Spring represents all that is wrong with Java.

That's a big claim, but can you back it up? Let's see...

Its main selling point is that it is not J2EE (shallow praise)

No, no it's not. It's main claim to fame is that it was one of the first IoC containers and did a lot if things right that earlier versions of J2EE didn't (Container Managed Transactions, anyone?).

In fact, Spring has influenced quite a lot of the direction of J2EE. Just look at the @Inject annotation, etc.

yet it retains a lot of the awfulness of J2EE, such as XML just for the sake of it (so now you need heavy tool support just to make sure that classes, methods and fields are referred correctly in the XML files).

Except you don't. You can write all configuration as code if you wish. It makes extensive use of annotations. You have no idea what you are talking about.
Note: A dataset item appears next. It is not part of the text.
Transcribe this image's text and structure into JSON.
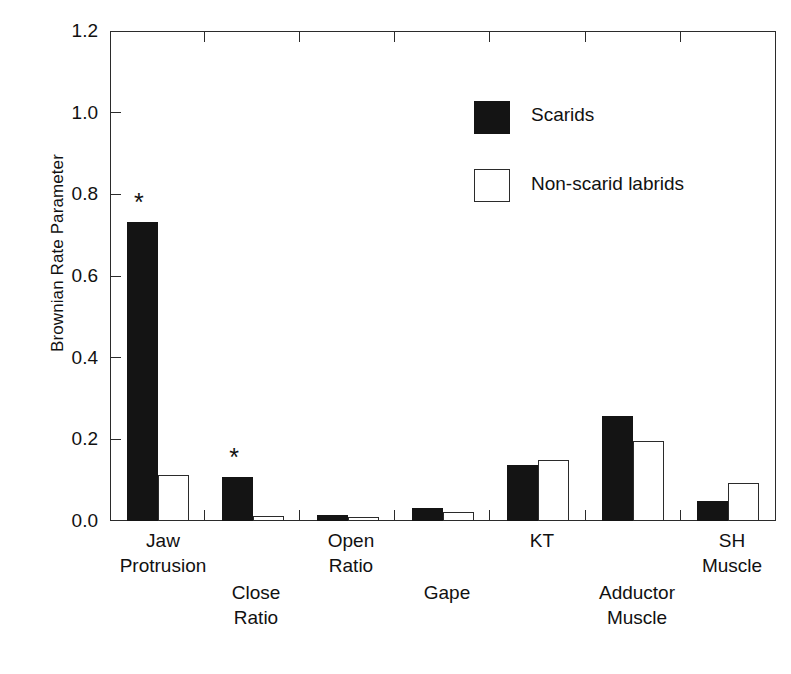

Incidentally, what sort of "heavy tool support" are you referring to? The XML syntax isn't that heavy, and things like JetBrains or Eclipse handles it fine. And I've never had to directly manipulate the XML programmatically, nor have I ever had to extend or even read the XSD files that go along with it. Nor have I had to do anything insane like use XQuery or XSLT.

On top of that it introduces layers of craziness that J2EE could only begin to dream of, such as "aspect oriented" configuration and dynamic proxies that enrich and inject and mutate your objects at runtime such that debugging and tracing becomes completely impossible.

You're doing it wrong then. AOP is not only a perfectly reasonable and sensible way of doing things, but by default you don't need to rewrite bytecode with CGLIB as it uses a proxy mechanism. Should you wish to use CGLIB, the option is there though.

Even core Spring concepts like "Inversion of Control" are questionable value propositions that even Martin Fowler has distanced himself from.

Are you serious? Inversion of Control, when done properly, is extremely powerful. It's a fantastic way of decoupling components in a flexible and powerful way.

But please, do let us in on why it is a "questionable value proposition", I'm genuinely curious as to some actual technical reasons behind this claim.

Java has an ecosystem of enterprise consultants that sell castles in the sky and need to invent complex concepts and technologies to sell themselves and their services.

Any sufficiently advanced framework or technology has this issue. Why just pick on Spring? It's hardly the fault of the framework though.

Gullible enterprise developers eat it up and mimmick them. Ignorant CTOs buy their stuff.

OK...

I'm pissed off about it because Java is basically cool technology but the culture is infected with these bloodsuckers who give it a bad name and do nothing for advancing the state of the language and ecosystem.

I'm interested in what you like about Java, and how Spring has blocked it's advancement; that's one hell of a big claim, but you haven't done anything to support your assertions other than make some broad and sweeping statements that aren't backed by any real reasoning.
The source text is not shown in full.